By Henning Gloystein
SINGAPORE (Reuters) - Oil prices rose more than 1 percent on Thursday to extend gains from the previous session, lifted by a weak dollar and Saudi comments that it would rather see an undersupplied market than end a deal with OPEC and Russia to withhold production.
U.S. West Texas Intermediate (WTI) crude futures were up 84 cents, or 1.4 percent, from their last settlement at $61.44 a barrel at 0604 GMT, adding to a 2.4-percent gain from the day before.
Brent crude futures were at $65.05 per barrel, up 69 cents, or 1.1 percent, extending Wednesday's 2.6-percent climb.
Prices rose on the back of ongoing weakness in the U.S. dollar against other leading currencies, further supported by rising stock markets, traders said.
A weaker greenback potentially stokes consumption of dollar-denominated commodities as it makes fuel and raw materials cheaper for countries using other currencies.
"On commodity markets, everyone loves a lower U.S. dollar," said Greg McKenna, chief market strategist at futures brokerage AxiTrader.
More fundamentally, oil markets got a push from comments by Saudi Arabia, the de-facto leader of the Organization of the Petroleum Exporting Countries (OPEC), voicing support for output cuts backed by OPEC and other producers including Russia since 2017 in an effort to tighten the market and prop up prices.
"If we have to err on over-balancing the market a little bit, so be it," Saudi Energy Minister Khalid al-Falih said on Wednesday. "I think we are going to be sticking with our policy (to withhold production) throughout 2018."
Stephen Innes, head of trading for Asia/Pacific at futures brokerage OANDA in Singapore, said "the Saudi signal is reasonably convincing, suggesting OPEC and their partners are committed to maintaining an absolute floor on oil prices".
Threatening to undermine the OPEC-led effort to tighten markets is soaring production in the United States, which is not participating in the pact to cut.
U.S. crude oil production rose to a fresh record of 10.27 million barrels per day (bpd), more than top exporter Saudi Arabia pumps and within reach of No.1 producer Russia.
Consequently, U.S. crude inventories rose by 1.8 million barrels in the week to Feb. 9, to 422.1 million barrels, the Energy Information Administration said on Wednesday.
"Although we remain positive on crude oil prices until year-end, an interim correction into 1Q18 cannot be ruled out," said Barnabas Gan, economist at OCBC Bank in Singapore.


Word for word, set down the records and skip each picture.

=======

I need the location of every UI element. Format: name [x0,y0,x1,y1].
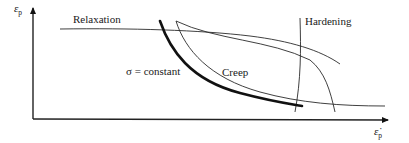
creep-curve [176,21,385,106]
transition-curve [176,21,335,112]
relaxation-curve [60,29,340,64]
creep-label: Creep [222,66,249,78]
constant-stress-label: σ = constant [126,65,180,77]
x-axis-label: ε̇p [374,125,382,140]
hardening-curve [295,18,300,112]
y-axis-label: εp [14,2,22,17]
x-axis [33,119,388,120]
hardening-label: Hardening [305,15,352,27]
diagram-canvas: εp ε̇p Relaxation Hardening Creep σ = co… [0,0,409,143]
relaxation-label: Relaxation [73,13,121,25]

=======

* Response:
I need the location of every UI element. Format: name [x0,y0,x1,y1].
creep-curve [176,21,385,106]
transition-curve [176,21,335,112]
relaxation-curve [60,29,340,64]
creep-label: Creep [222,66,249,78]
constant-stress-label: σ = constant [126,65,180,77]
x-axis-label: ε̇p [374,125,382,140]
hardening-curve [295,18,300,112]
y-axis-label: εp [14,2,22,17]
x-axis [33,119,388,120]
hardening-label: Hardening [305,15,352,27]
diagram-canvas: εp ε̇p Relaxation Hardening Creep σ = co… [0,0,409,143]
relaxation-label: Relaxation [73,13,121,25]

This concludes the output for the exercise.